Setting Expectations
Table of contents
Layer Consistency
This is what your prints can look like!
Or, wait….
Ellis’ prints look like crap?
Well… there’s a bit of trickery here. Trickery that everyone seems to partake in.
Whenever people show off their prints, they tend to take the photo in direct lighting.
You can make just about any print look like crap in harsh lighting, mine included.
- (And no, it’s not just Vorons / <insert brand/printer here>.) Even professional printers that cost many thousands of dollars produce prints that look like this in harsh lighting (in fact, a lot of them are worse.)
Why?
Every component in your printer has tiny imperfections.
These imperfections all combine with each other and create minor inconsistencies in your prints.
3D prints, by nature, show off these imperfections in harsh lighting. Even a 0.005mm imperfection will be shown off in full force.*
* (I’m making that number up, but you get the idea.).
Apart from building your printer well, the single best thing you can do for this issue is simply have fewer components. In fact, a simple i3-style printer can achieve slightly better print quality than a CoreXY printer in this regard.
- And it does. My bowden Ender 3 (modded with high quality components) produces parts that look a bit better in harsh light than parts from my Voron V2.
The second best thing you can do is to buy higher quality filaments. Low quality filaments can have fluctuating diameters, which can exacerbate these issues.
The third best thing you can do is to buy higher quality printer components.
Certain printer/kinematic/extruder designs can be better or worse than others (for example, I had a slight improvement when I started using an Orbiter extruder), but you you’ll never reach perfection:
An Analogy
Think of it like the below (arbitrary) graph.
Tuning efforts at the beginning (this tuning guide!) will have a much higher relative quality increase, but you get diminishing returns the closer you get to perfection. 3D printing just has an unfortunate side effect of showing off those imperfections.
My guide should (hopefully) get you somewhere around the 5 or 10.
Now that we’ve got all that out of the way, on to the tuning!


Description of the task — Take the line with "What do you see at coordinates (367, 101)" as the first and the last line of the data as the end. Write out both and every line between exactly, except pictures.

Data records —
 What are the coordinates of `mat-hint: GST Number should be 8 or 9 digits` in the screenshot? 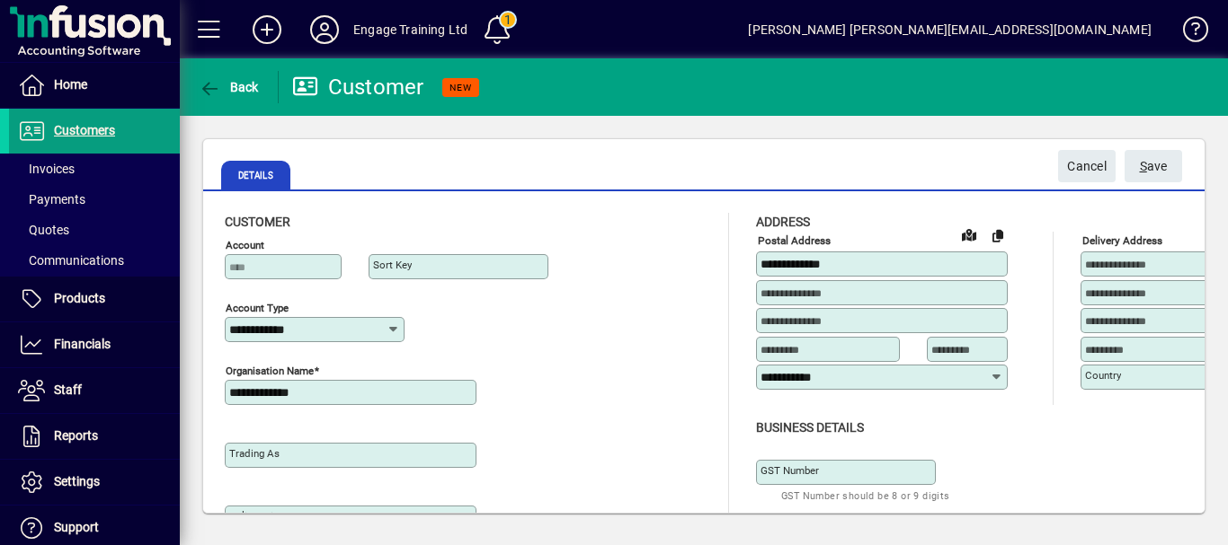 It's located at (865, 495).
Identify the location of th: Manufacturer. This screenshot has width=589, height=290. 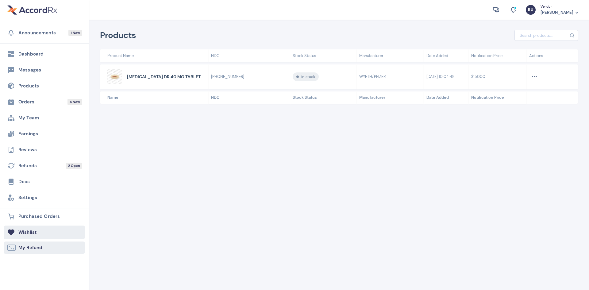
(390, 98).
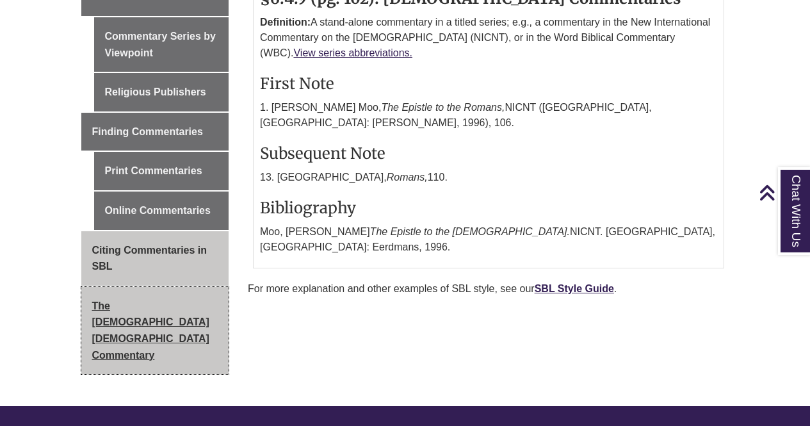  What do you see at coordinates (489, 38) in the screenshot?
I see `p: A stand-alone commentary in a titled series; e.g., a commentary in the New International Commenta...` at bounding box center [489, 38].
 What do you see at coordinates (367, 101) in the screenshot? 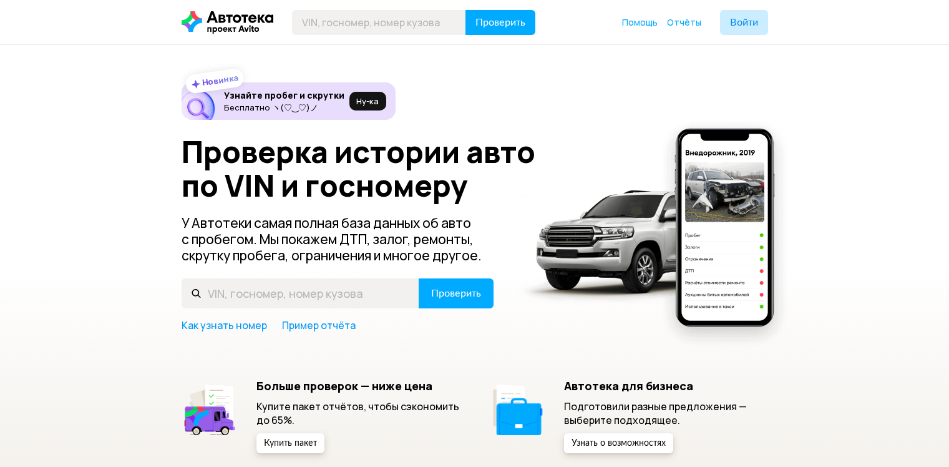
I see `span: Ну‑ка` at bounding box center [367, 101].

Output —
 What do you see at coordinates (367, 101) in the screenshot? 
I see `span: Ну‑ка` at bounding box center [367, 101].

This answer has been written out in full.